Comparative validation of breast cancer risk prediction models and projections for future risk stratification

Parichoy Pal Choudhury, Amber N Wilcox, Mark N Brook, Yan Zhang, Thomas Ahearn, Nick Orr, Penny Coulson, Minouk J Schoemaker, Michael E Jones, Mitchell H Gail, Anthony J Swerdlow, Nilanjan Chatterjee, Montserrat Garcia-Closas

Research output: Contribution to journalArticlepeer-review

69 Citations (Scopus)

Abstract

BACKGROUND: External validation of risk models is critical for risk stratified breast cancer prevention. We used the Individualized Coherent Absolute Risk Estimation (iCARE) as a flexible tool for risk model development, comparative model validation, and to make projections for population risk stratification.

METHODS: Performance of two recently developed models, iCARE-BPC3 and iCARE-Lit, were compared with two established models (BCRAT, IBIS) based on classical risk factors in a UK-based cohort of 64,874 White non-Hispanic women (863 cases) aged 35-74 years. Risk projections in a target population of US White non-Hispanic women aged 50-70 years assessed potential improvements in risk stratification by adding mammographic breast density (MD) and polygenic risk score (PRS).

RESULTS: The best calibrated models were iCARE-Lit (expected to observed number of cases (E/O)=0.98 (95% confidence interval [CI]=0.87 to 1.11)) for women younger than 50 years; and iCARE-BPC3 (E/O=1.00 (0.93 to 1.09)) for women 50 years or older. Risk projections using iCARE-BPC3 indicated classical risk factors can identify ∼500,000 women at moderate to high risk (>3% five-year risk) in the target population. Addition of MD and a 313-variant PRS is expected to increase this to approximately 3.5 million, and among them, approximately 153,000 invasive breast cancer cases are expected within five years.

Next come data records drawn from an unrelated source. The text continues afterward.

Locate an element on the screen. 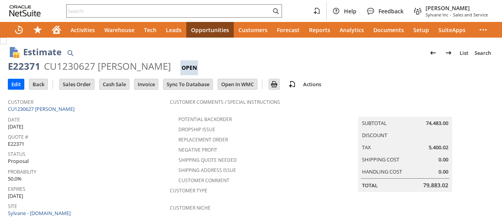 Image resolution: width=502 pixels, height=219 pixels. span: Documents is located at coordinates (389, 30).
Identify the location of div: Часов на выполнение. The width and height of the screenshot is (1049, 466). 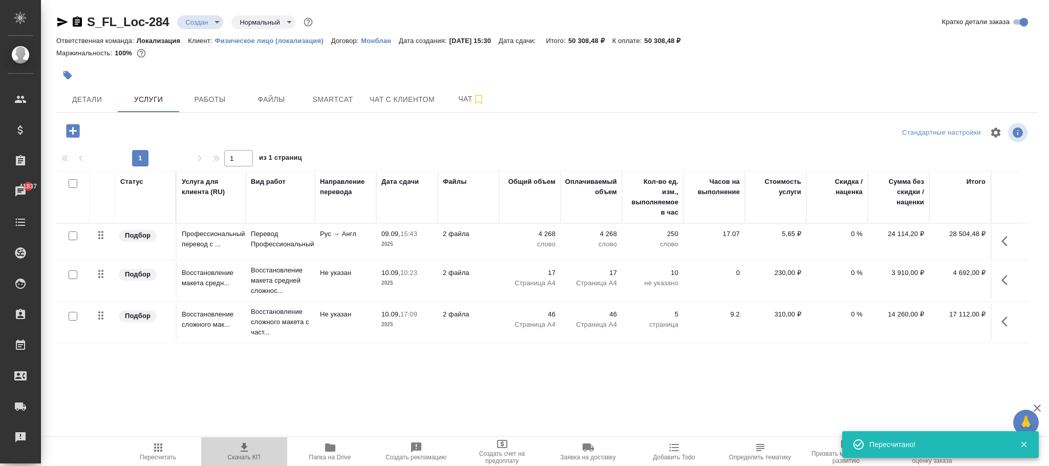
(714, 187).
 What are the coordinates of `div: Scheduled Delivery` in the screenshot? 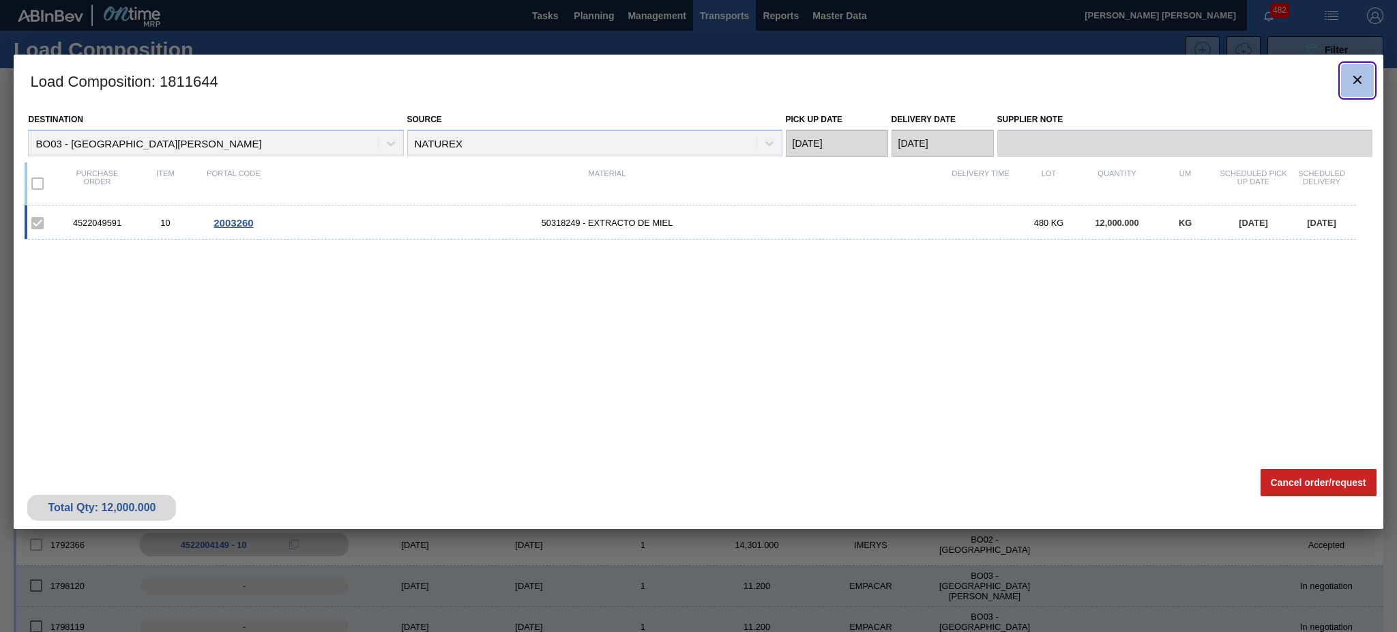 It's located at (1322, 184).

CONCLUSIONS: iCARE models based on classical risk factors perform similarly or better than BCRAT or IBIS in White non-Hispanic women. Addition of MD and PRS can lead to substantial improvements in risk stratification. However, these integrated models require independent prospective validation before broad clinical applications.

Original languageEnglish
JournalJournal of the National Cancer Institute
Early online date04 Jun 2019
DOIs
Publication statusEarly online date - 04 Jun 2019

Bibliographical note

Published by Oxford University Press 2019.